BOSTON Guitarist Gary Pihl On Leader Tom Scholz - "He's A Really Smart Guy, A Genius Who Likes The Anonymity Of Walking Down The Street And Not Having People Bother Him" Dan Craft from
Pantagraph.com spoke with guitarist
Gary Pihl who joined
BOSTON in 1985.
Though leader Tom Scholz has a reputation as a reclusive control-freak more at home obsessing over multi-track guitar sounds than on stage performing live, Pihl offers another take.
"He's a really smart guy, a genius, in fact, who likes the anonymity of walking down the street and not having people bother him," says Pihl. "He's never been one to want to be on the cover of a magazine or be a part of that sort of rock star thing. He wears a T-shirt and shorts on stage; he's not a Spandex kind of guy. And, like most musicians, he's a perfectionist."
When Pihl joined Boston, the band was in one of its periodic states of transition, with the long-awaited (eight years) Third Stage album in the works.
"All the other guys had left for new solo careers, except for Tom and Brad (Delp)," he says.
Pihl would be filling "the big shoes" of guitarist Barry Goudreau, who'd left the band several years earlier. He wound up contributing to the final recording stages of Third Stage and was unveiled to the public on the subsequent "Third Stage" tour.
There's been no looking back for Pihl since, never mind the continual membership changes and the major setback of lead singer Brad Delp's suicide a year ago.
That tragedy led to what he describes as a "bittersweet moment" in Boston history: the aforementioned March 2007 tribute concert in Delp's memory, a momentous occasion that brought most of Boston's past membership on stage for what turned out to be more than a simple feeling.
It was a milestone in the band's history.
"Gosh, I'd known Brad for 30 years...," Pihl begins as he addresses the sense of loss over Delp's untimely passing. "So it was a wonderful feeling to see most of the original members and the other members coming together, and singing together, again."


■ TASK REQUIREMENTS
Where a line below has the string "Inventory" in it, include it in the count, and give that count alone.

[DATA TO PROCESS — start]

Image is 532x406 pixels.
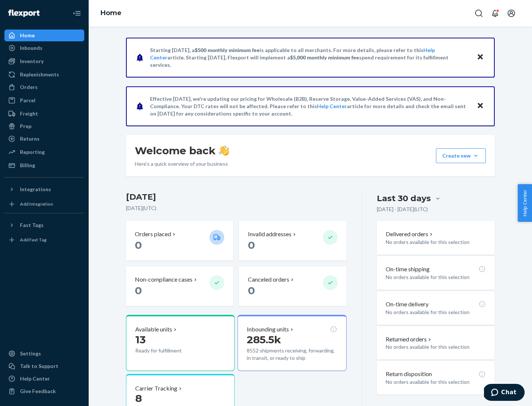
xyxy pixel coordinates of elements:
h1: Welcome back [135,144,229,157]
div: Inbounds [20,44,42,51]
p: No orders available for this selection [386,238,485,246]
p: Non-compliance cases [135,275,192,284]
button: Fast Tags [4,219,84,231]
a: Freight [4,108,84,120]
p: Canceled orders [248,275,289,284]
div: Add Integration [20,201,53,207]
div: Reporting [20,149,45,155]
div: Returns [20,135,40,142]
button: Close [475,52,485,62]
button: Inbounding units285.5k8552 shipments receiving, forwarding, in transit, or ready to ship [238,315,346,370]
div: Orders [20,83,37,90]
a: Help Center [4,373,84,384]
button: Open Search Box [471,6,485,21]
button: Help Center [517,184,532,222]
a: Replenishments [4,69,84,81]
p: No orders available for this selection [386,273,485,281]
ol: breadcrumbs [95,2,127,24]
p: On-time shipping [386,265,429,273]
button: Create new [436,149,485,163]
div: Integrations [20,185,51,193]
div: Help Center [20,374,50,382]
span: $500 monthly minimum fee [195,46,259,53]
div: Talk to Support [20,362,58,369]
p: Available units [135,325,172,333]
a: Help Center [317,103,347,109]
iframe: Opens a widget where you can chat to one of our agents [484,384,525,402]
span: 8 [135,392,142,404]
p: [DATE] - [DATE] ( UTC ) [377,205,427,213]
span: 0 [135,284,142,296]
p: No orders available for this selection [386,308,485,316]
a: Billing [4,159,84,171]
a: Prep [4,120,84,132]
button: Available units13Ready for fulfillment [126,315,234,370]
button: Non-compliance cases 0 [126,267,233,306]
img: Flexport logo [8,10,40,17]
div: Home [20,32,35,39]
img: hand-wave emoji [219,145,229,155]
a: Returns [4,133,84,144]
button: Orders placed 0 [126,221,233,261]
button: Invalid addresses 0 [239,221,346,261]
p: Invalid addresses [248,230,291,238]
span: 13 [135,333,145,345]
div: Parcel [20,96,36,104]
a: Inventory [4,56,84,67]
button: Close Navigation [69,6,84,21]
span: 0 [248,238,254,251]
p: Ready for fulfillment [135,346,204,354]
span: 285.5k [247,333,281,345]
div: Billing [20,162,35,169]
button: Open notifications [487,6,502,21]
a: Reporting [4,146,84,158]
p: Orders placed [135,230,171,238]
button: Delivered orders [386,230,434,238]
div: Give Feedback [20,387,56,394]
p: On-time delivery [386,300,428,308]
h3: [DATE] [126,191,347,203]
a: Parcel [4,95,84,106]
span: 0 [248,284,254,296]
div: Inventory [20,57,43,65]
p: Inbounding units [247,325,288,333]
button: Open account menu [504,6,519,21]
div: Replenishments [20,71,59,78]
p: Starting [DATE], a is applicable to all merchants. For more details, please refer to this article... [150,46,469,69]
p: Here’s a quick overview of your business [135,160,229,168]
button: Talk to Support [4,360,84,372]
a: Add Fast Tag [4,234,84,246]
a: Home [101,9,121,17]
span: 0 [135,238,142,251]
div: Prep [20,122,32,130]
button: Canceled orders 0 [239,267,346,306]
a: Home [4,30,84,42]
p: No orders available for this selection [386,343,485,350]
a: Orders [4,81,84,93]
a: Add Integration [4,198,84,210]
p: Return disposition [386,369,431,378]
div: Settings [20,350,41,357]
button: Give Feedback [4,385,84,397]
button: Returned orders [386,335,432,343]
button: Integrations [4,183,84,195]
a: Settings [4,347,84,360]
p: Carrier Tracking [135,384,177,393]
span: $5,000 monthly minimum fee [290,54,359,61]
p: Effective [DATE], we're updating our pricing for Wholesale (B2B), Reserve Storage, Value-Added Se... [150,95,469,117]
div: Fast Tags [20,221,43,228]
div: Last 30 days [377,193,431,204]
button: Close [475,100,485,111]
p: No orders available for this selection [386,378,485,385]
div: Freight [20,110,38,117]
a: Inbounds [4,42,84,54]
p: [DATE] ( UTC ) [126,204,347,212]
p: 8552 shipments receiving, forwarding, in transit, or ready to ship [247,346,337,361]
div: Add Fast Tag [20,237,47,242]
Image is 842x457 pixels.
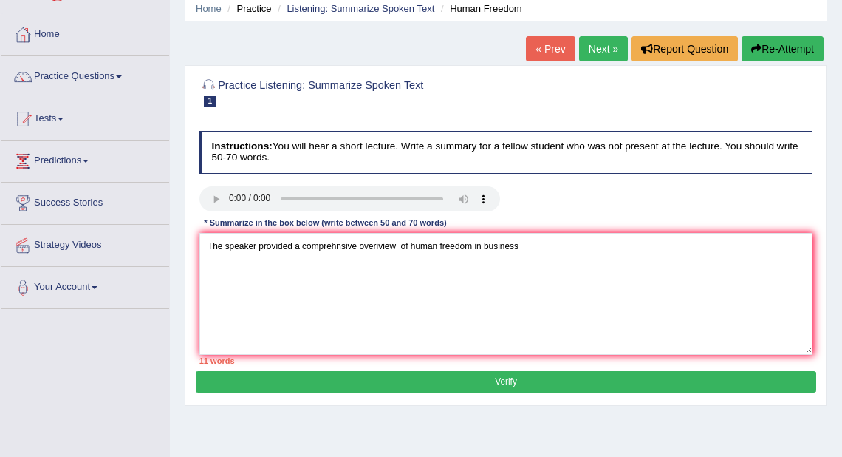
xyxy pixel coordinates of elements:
div: 11 words [199,355,813,366]
a: Predictions [1,140,169,177]
li: Human Freedom [437,1,522,16]
li: Practice [224,1,271,16]
b: Instructions: [211,140,272,151]
a: Practice Questions [1,56,169,93]
a: « Prev [526,36,575,61]
button: Re-Attempt [742,36,824,61]
a: Home [1,14,169,51]
div: * Summarize in the box below (write between 50 and 70 words) [199,217,452,230]
button: Verify [196,371,816,392]
button: Report Question [632,36,738,61]
a: Next » [579,36,628,61]
h4: You will hear a short lecture. Write a summary for a fellow student who was not present at the le... [199,131,813,173]
a: Success Stories [1,182,169,219]
a: Tests [1,98,169,135]
a: Strategy Videos [1,225,169,262]
span: 1 [204,96,217,107]
a: Home [196,3,222,14]
h2: Practice Listening: Summarize Spoken Text [199,76,580,107]
a: Listening: Summarize Spoken Text [287,3,434,14]
a: Your Account [1,267,169,304]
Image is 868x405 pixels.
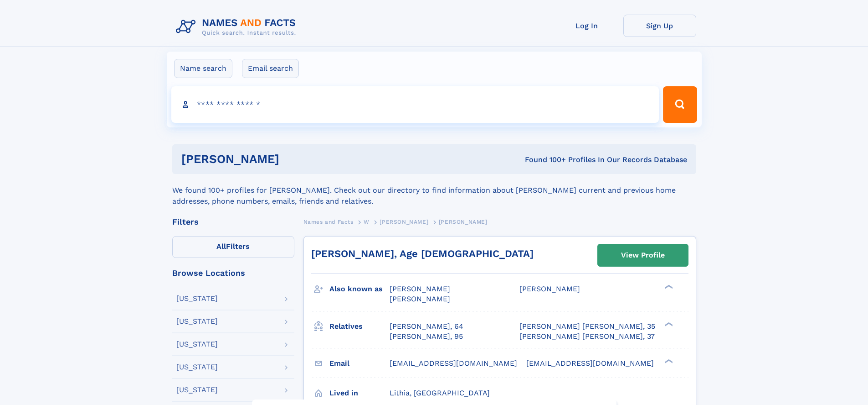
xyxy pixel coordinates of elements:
[363,218,370,225] span: W
[172,236,294,258] label: Filters
[439,218,488,225] span: [PERSON_NAME]
[176,340,218,348] div: [US_STATE]
[379,218,429,225] span: [PERSON_NAME]
[520,331,655,341] a: [PERSON_NAME] [PERSON_NAME], 37
[182,154,403,165] h1: [PERSON_NAME]
[390,388,490,397] span: Lithia, [GEOGRAPHIC_DATA]
[663,284,673,290] div: ❯
[174,59,232,78] label: Name search
[330,319,390,334] h3: Relatives
[176,294,218,302] div: [US_STATE]
[303,216,354,227] a: Names and Facts
[176,318,218,325] div: [US_STATE]
[172,173,697,206] div: We found 100+ profiles for [PERSON_NAME]. Check out our directory to find information about [PERS...
[402,155,687,165] div: Found 100+ Profiles In Our Records Database
[242,59,299,78] label: Email search
[663,321,673,327] div: ❯
[216,242,226,250] span: All
[390,322,463,331] a: [PERSON_NAME], 64
[663,86,697,123] button: Search Button
[311,248,534,259] a: [PERSON_NAME], Age [DEMOGRAPHIC_DATA]
[176,386,218,394] div: [US_STATE]
[621,245,665,265] div: View Profile
[176,363,218,370] div: [US_STATE]
[363,216,370,227] a: W
[172,269,294,277] div: Browse Locations
[172,218,294,226] div: Filters
[598,244,688,266] a: View Profile
[390,359,517,368] span: [EMAIL_ADDRESS][DOMAIN_NAME]
[624,15,697,37] a: Sign Up
[551,15,624,37] a: Log In
[520,284,581,292] span: [PERSON_NAME]
[330,385,390,400] h3: Lived in
[330,355,390,371] h3: Email
[390,284,450,292] span: [PERSON_NAME]
[520,322,655,331] a: [PERSON_NAME] [PERSON_NAME], 35
[663,358,673,364] div: ❯
[390,331,463,341] a: [PERSON_NAME], 95
[171,86,659,123] input: search input
[390,294,450,303] span: [PERSON_NAME]
[379,216,429,227] a: [PERSON_NAME]
[526,359,654,368] span: [EMAIL_ADDRESS][DOMAIN_NAME]
[172,15,303,39] img: Logo Names and Facts
[330,281,390,296] h3: Also known as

[DATA TO PROCESS — finish]

■ TASK ANSWER
2